Sunday 1 November 2015

It's all because of God

A prayer movement is building around the world and exciting things are happening.

And it's all because of God.

One of the really heartening stories is the unlikely birth and growth of the 24-7 prayer rooms which sprang from a vision a carefree young British student - Pete Greig - had in Portugal one night.

In his book Red Moon Rising, Greig says he and a friend were hitchhiking along the coast of Portugal's Algarve after graduating from university and decided to camp on Cape St.
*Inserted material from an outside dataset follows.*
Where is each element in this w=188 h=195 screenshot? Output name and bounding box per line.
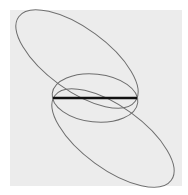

Vincent one night.

Unable to sleep, Greig got out of his sleeping bag, looked out over the ocean at the star-filled skies, and had an extraordinary vision.  He imagined the nations in Europe, began praying for them by name, and as he prayed something like an electric current passed through him.

He began to see these nations as in an atlas and "I watched as young people arose out of the page, crowds of them in every nation, a mysterious, faceless army silently awaiting orders".

This vision changed Grieg and the direction of his life.  He did not really understand what it meant.  But he began a quest to find out.

His search began among young druggies, skinheads, and homeless youth in Chichester near London in the late 1990s.  He became involved in an unusual church that grew out of this motley crew.  These young people became turned-on to Jesus in the midst of their messy lives.

But Greig felt dissatisfaction within himself and spent some time asking God what he wanted of him.  He felt led to pray and he travelled with his wife and son in an old car through Europe.

One night they stopped at Hernhutt in Germany, the home of Count von Zinzendorff, father of the amazing round-the-clock Moravian prayer meeting that lasted a century and led to a major missionary movement and indirectly led to the conversion of John Wesley.  Maybe, Greig thought, prayer was what God was asking him to do.

Back home, he and his friends started small - 24-hour-a-day prayer for a month.  Then, it continued - people wandering in from the streets and praying in their prayer room in Chichester at all hours of the day and night.

From there, it spread.  The movement had a vision of prayer, mission and justice.  And right away, Greig and his friends found that God was moving in people throughout Europe in the same way.

News of the Chichester group travelled fast and now tens of thousands of people are praying in prayer rooms around the world - in Europe, North America, Mexico, South America, Asia, Africa.

The wonderful thing is that people who would never go near a church are coming to the Lord through these prayer rooms.  They wander in - sometimes simply out of curiosity - and the presence of God overwhelms them.

Pete Greig even thought at one time of closing down the 24-7 prayer efforts, thinking it had gone as far as it could.  But he found out quickly that God was in charge - not him.  The Spirit had lit a fire that wouldn't go out.  Stories and people flooded him from around the world, telling him what God was doing through these 24-7 prayer rooms.

Someone asked Greig what his group's five-year goals were.  He replied that he didn't know - God was in control.

"The most amazing thing of all has been the hunger," he writes.  "So many people from such different backgrounds just desperate to pray.  We've never tried to persuade anyone to open a prayer room.  People just do!"

You can't force people to pray, he says.

"But when thousands of people all over the world spontaneously develop such a longing for God's presence that they will rise in the night and sacrifice food, such a hunger comes from God alone."

May that hunger spread to me and to many more around the world.